What you have to do> Return each line below exactly as it reads, and omit any image in it.

Collected data>
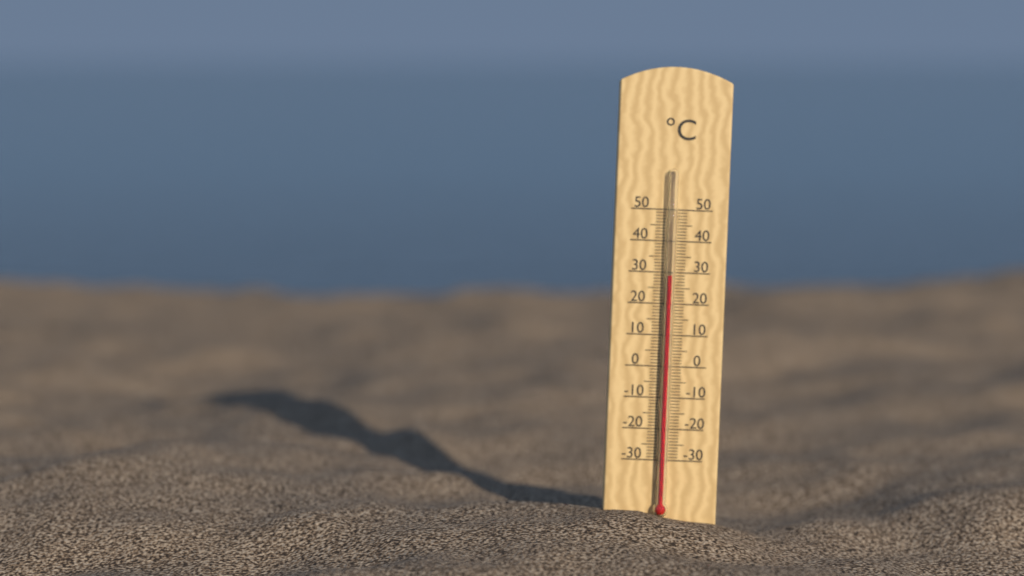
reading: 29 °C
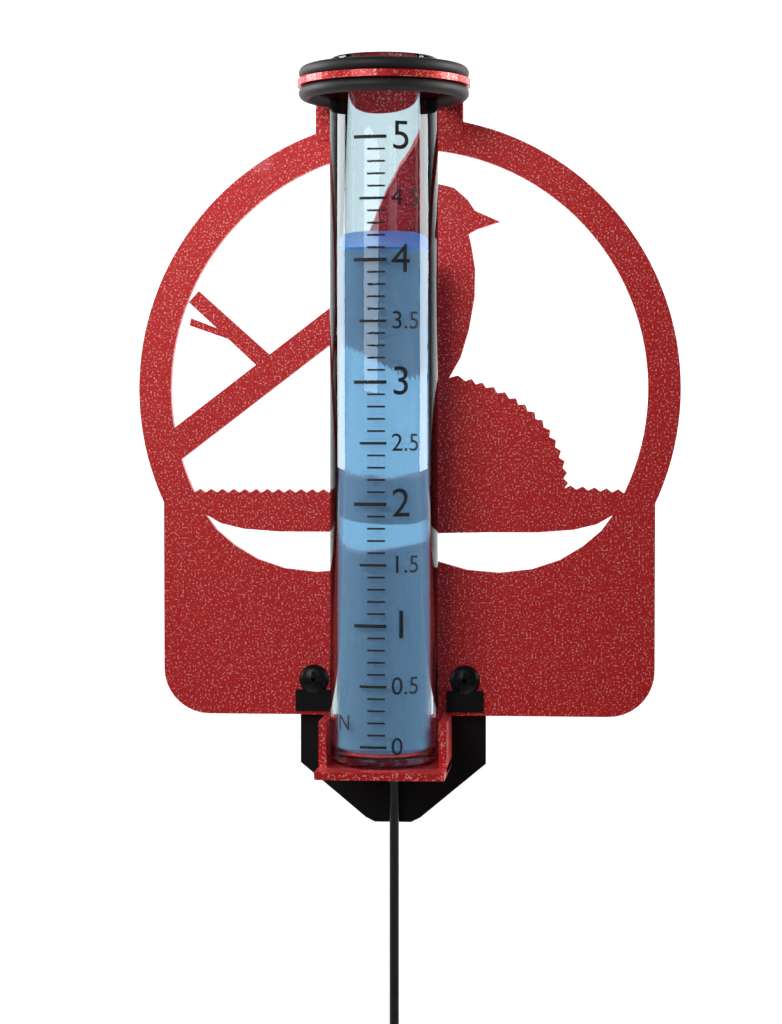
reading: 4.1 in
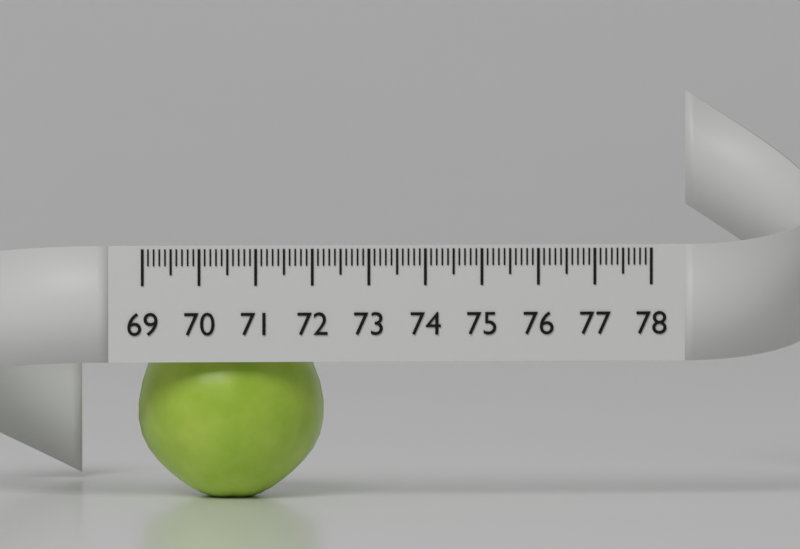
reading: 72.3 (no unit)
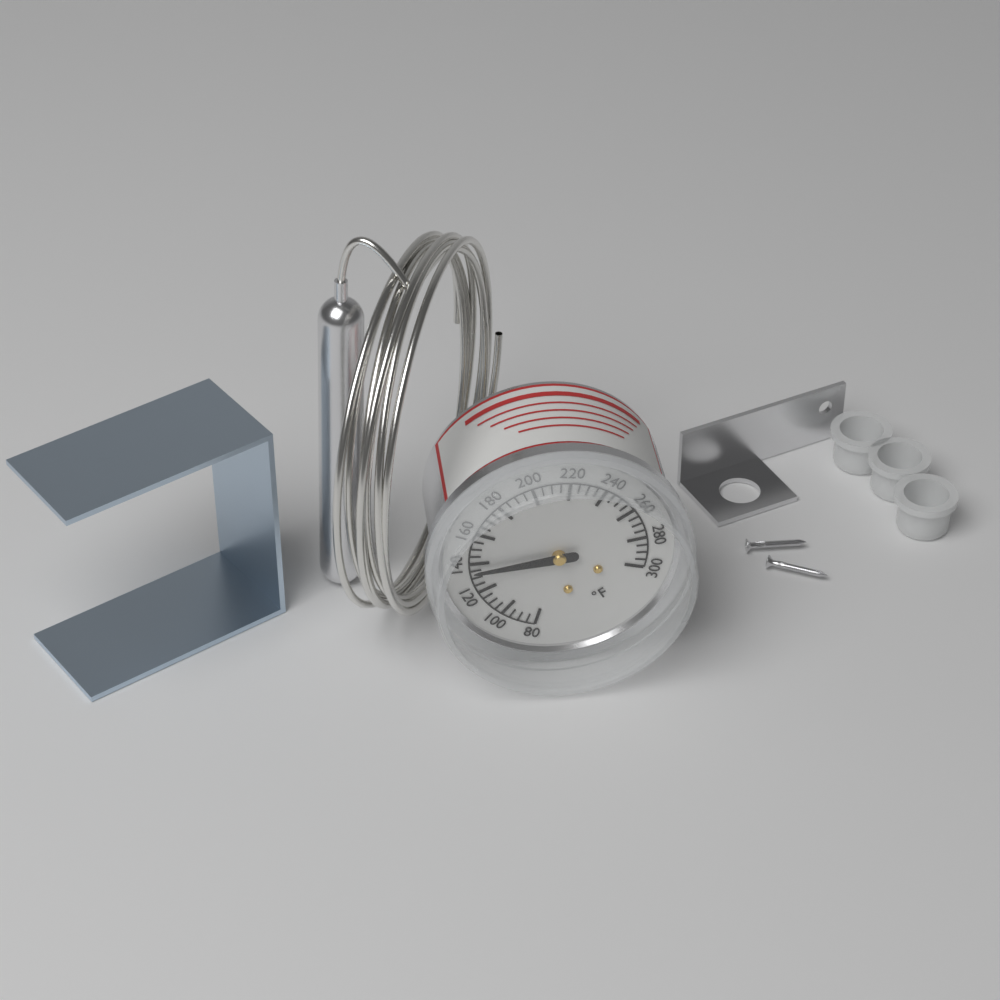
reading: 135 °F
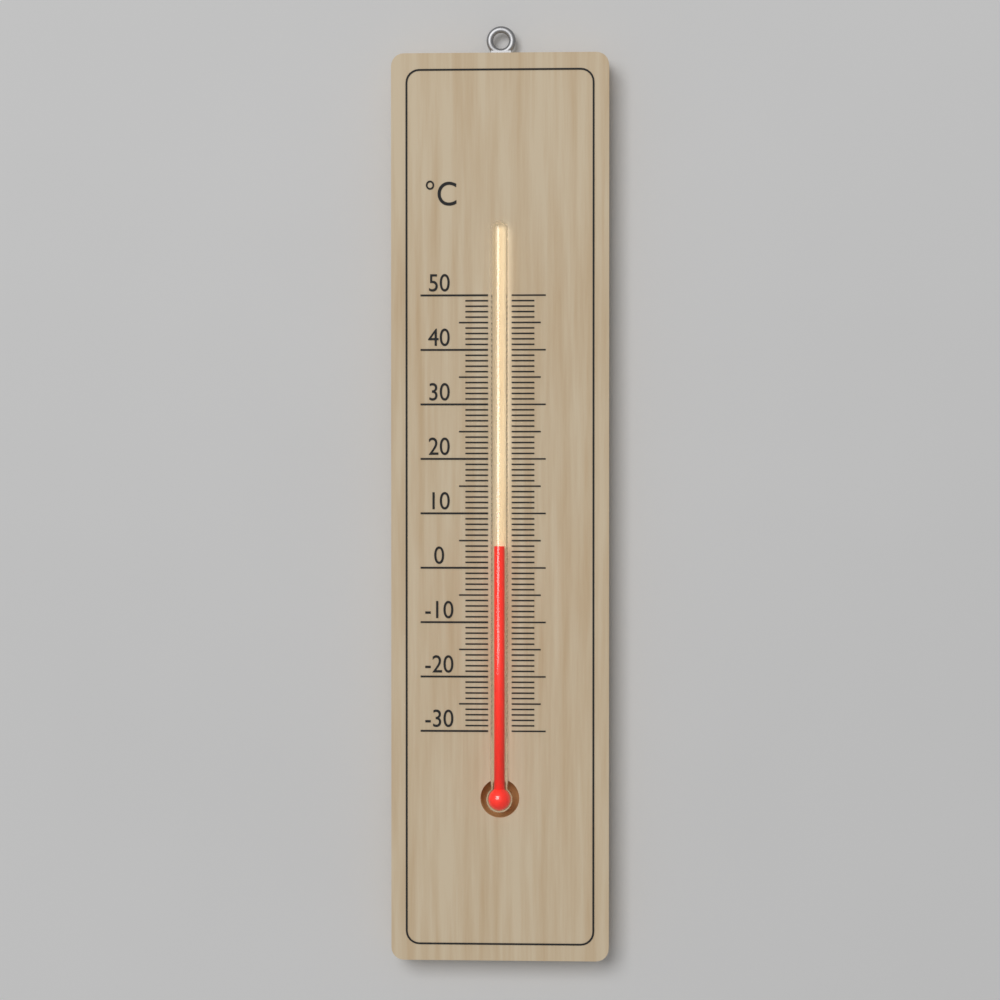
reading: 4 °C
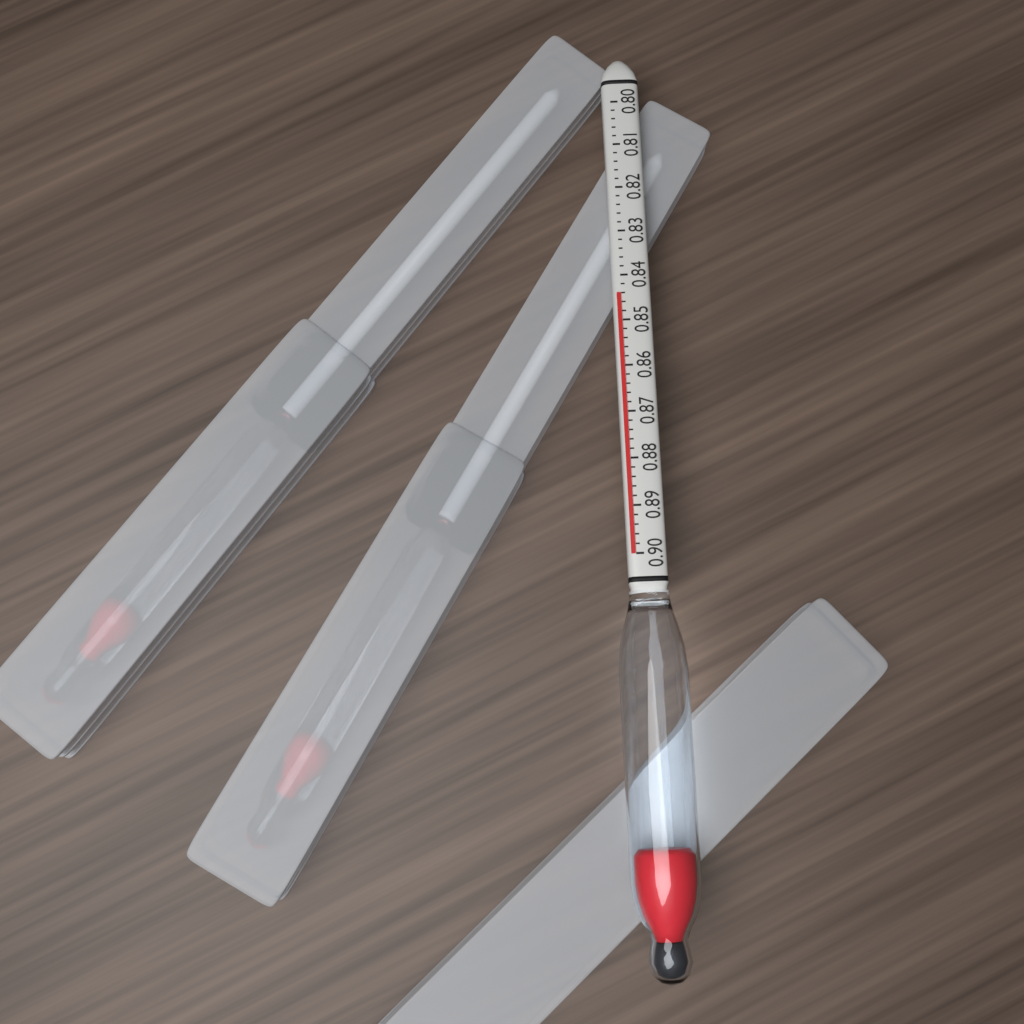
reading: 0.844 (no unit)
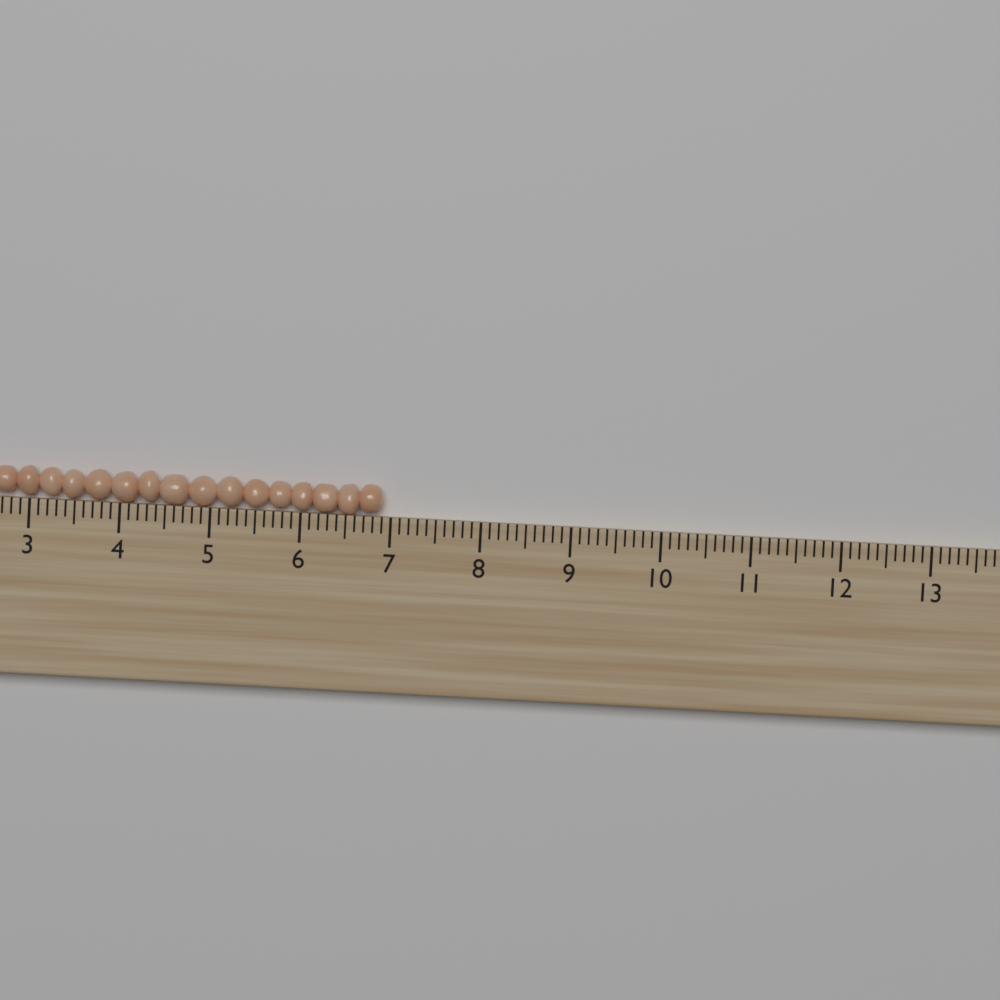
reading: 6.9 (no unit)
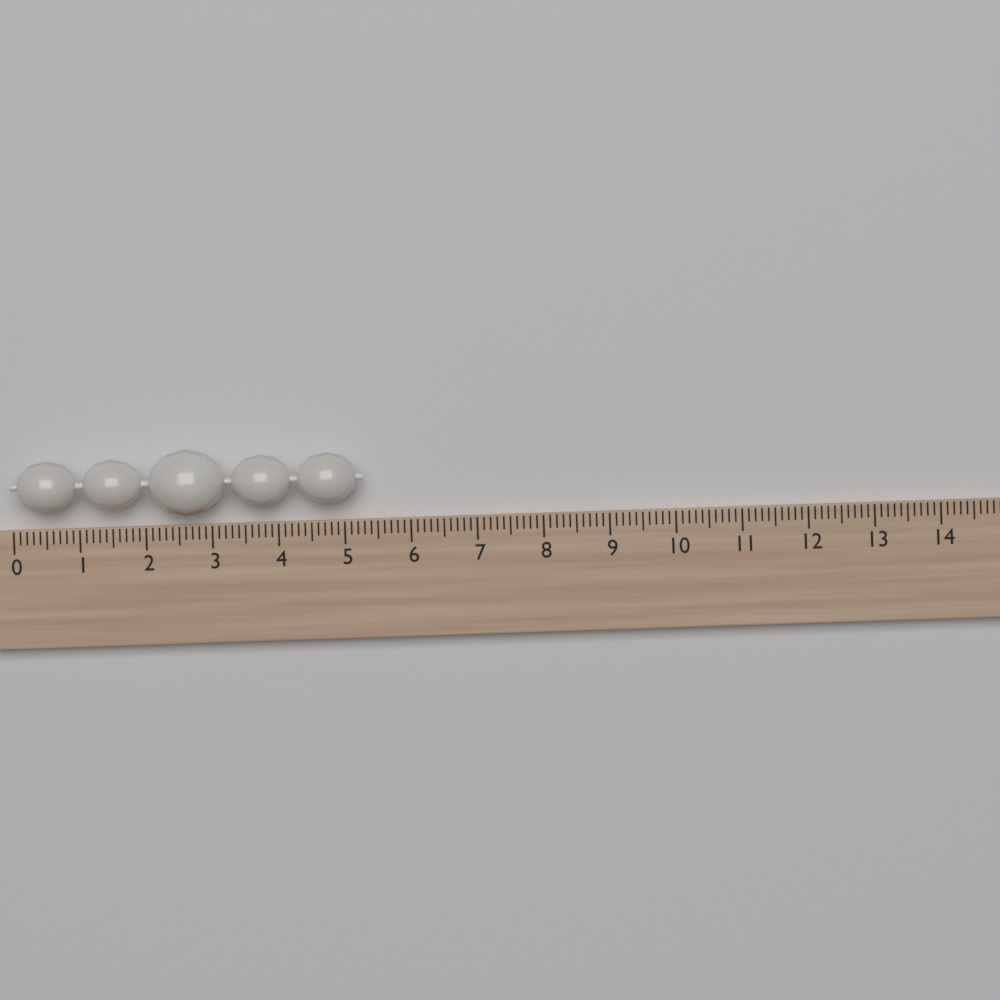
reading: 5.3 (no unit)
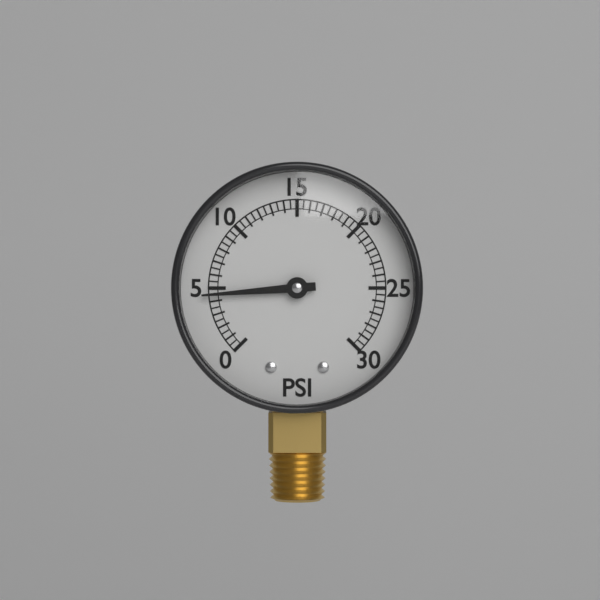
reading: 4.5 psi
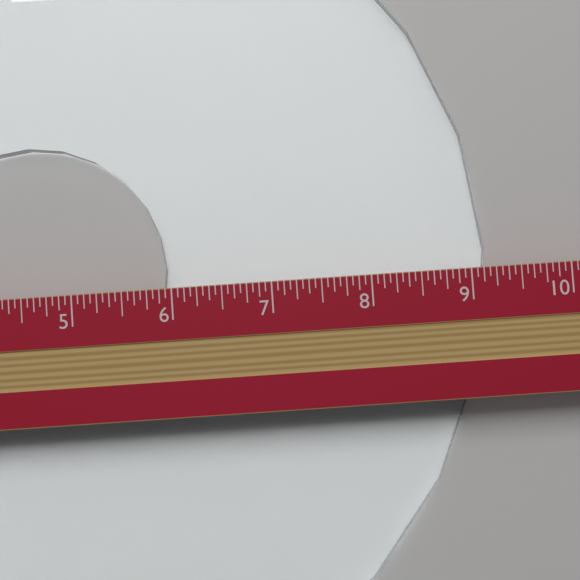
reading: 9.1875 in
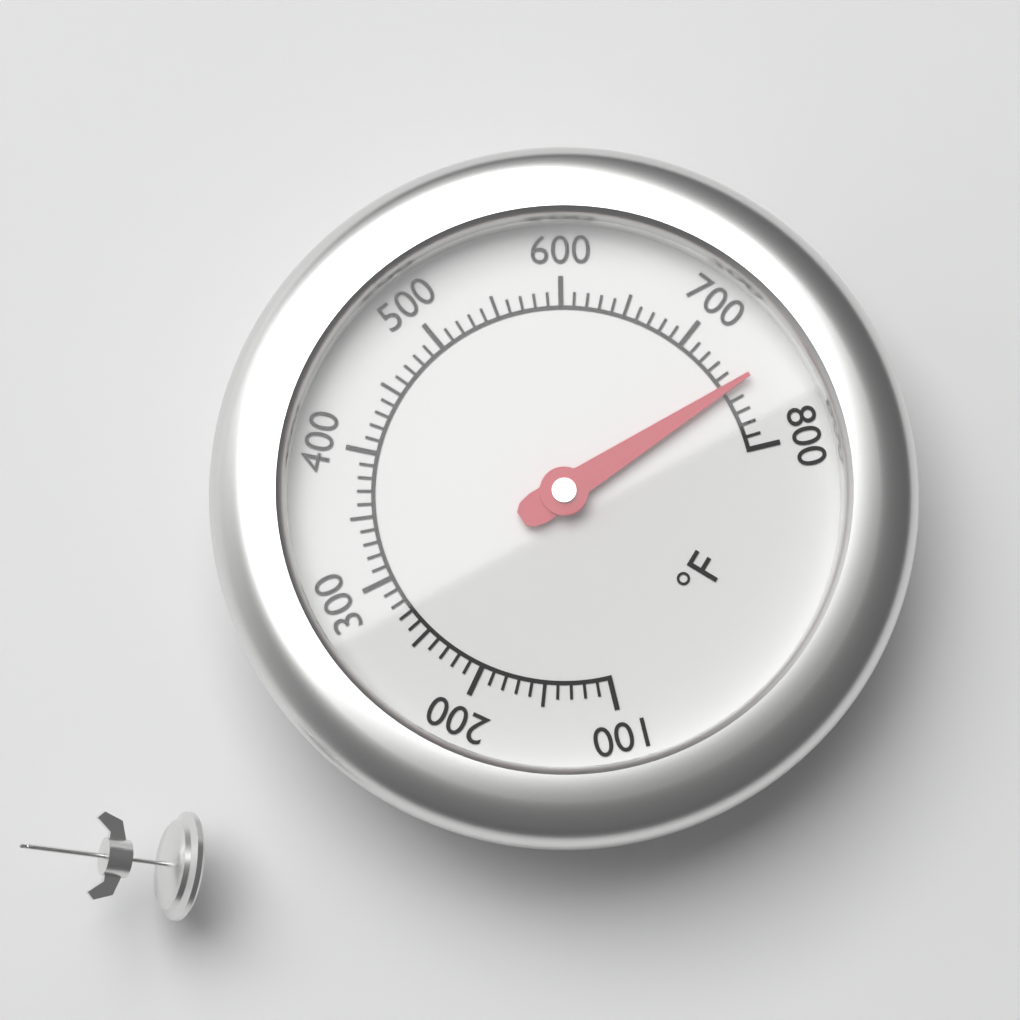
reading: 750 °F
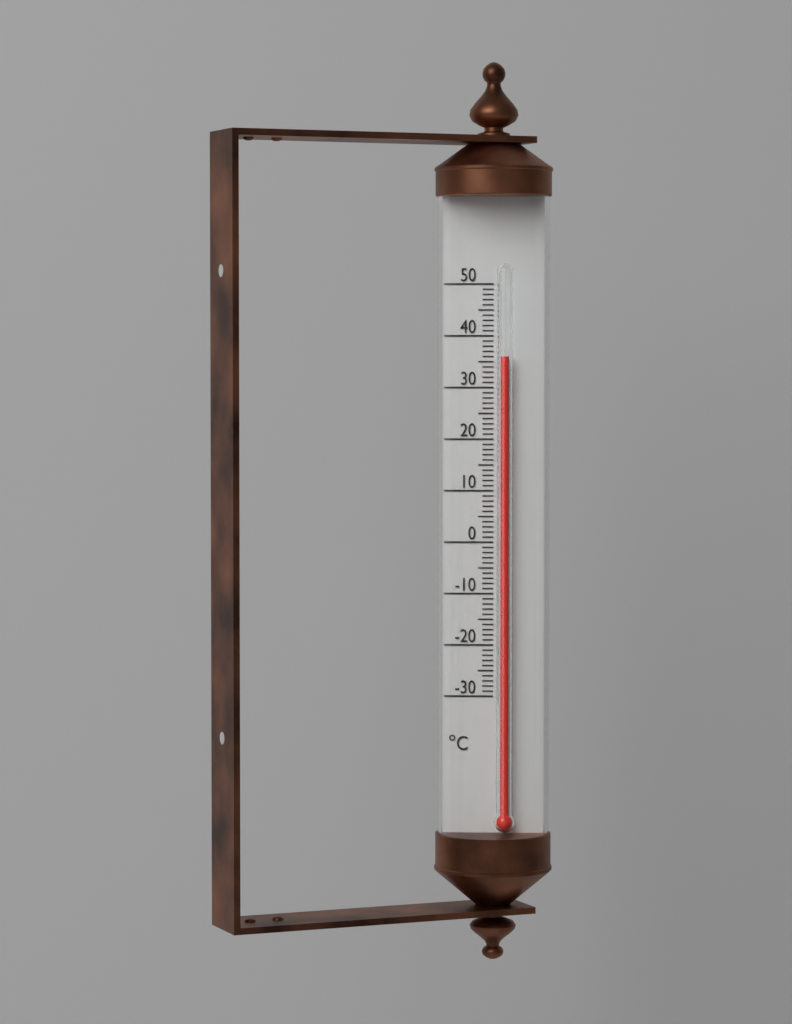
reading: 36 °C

The completed task>
reading: 29 °C
reading: 4.1 in
reading: 72.3 (no unit)
reading: 135 °F
reading: 4 °C
reading: 0.844 (no unit)
reading: 6.9 (no unit)
reading: 5.3 (no unit)
reading: 4.5 psi
reading: 9.1875 in
reading: 750 °F
reading: 36 °C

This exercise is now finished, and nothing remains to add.